The tree rings told more truth than the city’s weather archives ever could.
Ananya stared at the slide projected on the screen—a magnified image of a cedar core’s thin bands, each one whispering of winters long gone. The university called it climate reconstruction. To her, it felt more like performing an autopsy on a dying season.
The rings told stories. Each ring marked another year of forgetting—how snow once sounded tapping against her childhood window. 1937 wasn’t just the year snowpacks began retreating—it was the year her grandfather stopped talking about salmon runs. The year the river stopped returning what it took.
She stood before the committee as both, a scientist and a witness. The data was cold and precise.
“Our findings depict,” she said, steadying herself, “the tree rings showing a dramatic decline in snowpack post-1937, indicating early onset of human-induced climate shifts—”
“Wait, trees said that?” a senator cut in.
Ananya paused. “Technically, yes. The annual ring width—”
“Fantastic. Now the trees have PhDs?”
The aide looked momentarily mortified, then quickly leaned in with practiced tact and murmured to the senator, “It’s called dendrochronology.”
The senator gave a dismissive snort. “Well, that sounds like some kind of tree-worshipping cult.”
Polite laughter followed—thin and rehearsed, a social reflex more than amusement. The hydrologist beside Ananya exhaled softly and closed the slide deck without a word. Ananya felt the heat rise in her face. She glanced at the senator—the smirk, the smug detachment—and wondered if the room was capable of hearing anything that didn’t speak in profits.
Across the country, the salmon failed to spawn. Again. River flow collapsed to a record low, leaving stretches of the spawning grounds dry and silent. Ananya worried they were drifting closer to extinction, like a fable slowly forgotten, leaving only silence where abundance used to be.
The old-growth cedars had been holding the receipts for decades—but no one wanted to see the ledger.
“Thank you, Dr. Menon,” the chair said. “Moving on to item six: Exploring Economic Opportunities in Quebec’s Old-Growth Regions.”
Ananya quietly gathered her notes, stepped down from the podium, and walked out of the chamber—neither rushed nor defiant, just done. She’d learned the decorum of despair.
She drove back to the grove, boots crunching through the brittle undergrowth, and laid her hand on the bark of a 500-year-old cedar. The trunk was narrow, gnarled from centuries of slow, deliberate growth. Undeniably alive.
She looked up at the canopy and let out a breath. It wasn’t the salmon who should fear extinction, she thought. They were just the warning. The real collapse was still upstream.
“We’re the ones going extinct, aren’t we?” she whispered.
The bark stayed silent. Deep inside, the tree tightened itself into another narrow ring.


| Task statement |
Every record that follows should be copied exactly. No picture belongs in the copy.

| Material shown |
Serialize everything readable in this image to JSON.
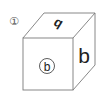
{
  "figure": {
    "number_label": "①",
    "cube": {
      "top_face_glyph": "b",
      "top_face_glyph_note": "rotated/mirrored b",
      "front_face_glyph": "b",
      "front_face_circled": true,
      "right_face_glyph": "b"
    },
    "colors": {
      "line": "#7a7a7a",
      "text": "#222222"
    }
  }
}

| Task response |
Serialize everything readable in this image to JSON.
{
  "figure": {
    "number_label": "①",
    "cube": {
      "top_face_glyph": "b",
      "top_face_glyph_note": "rotated/mirrored b",
      "front_face_glyph": "b",
      "front_face_circled": true,
      "right_face_glyph": "b"
    },
    "colors": {
      "line": "#7a7a7a",
      "text": "#222222"
    }
  }
}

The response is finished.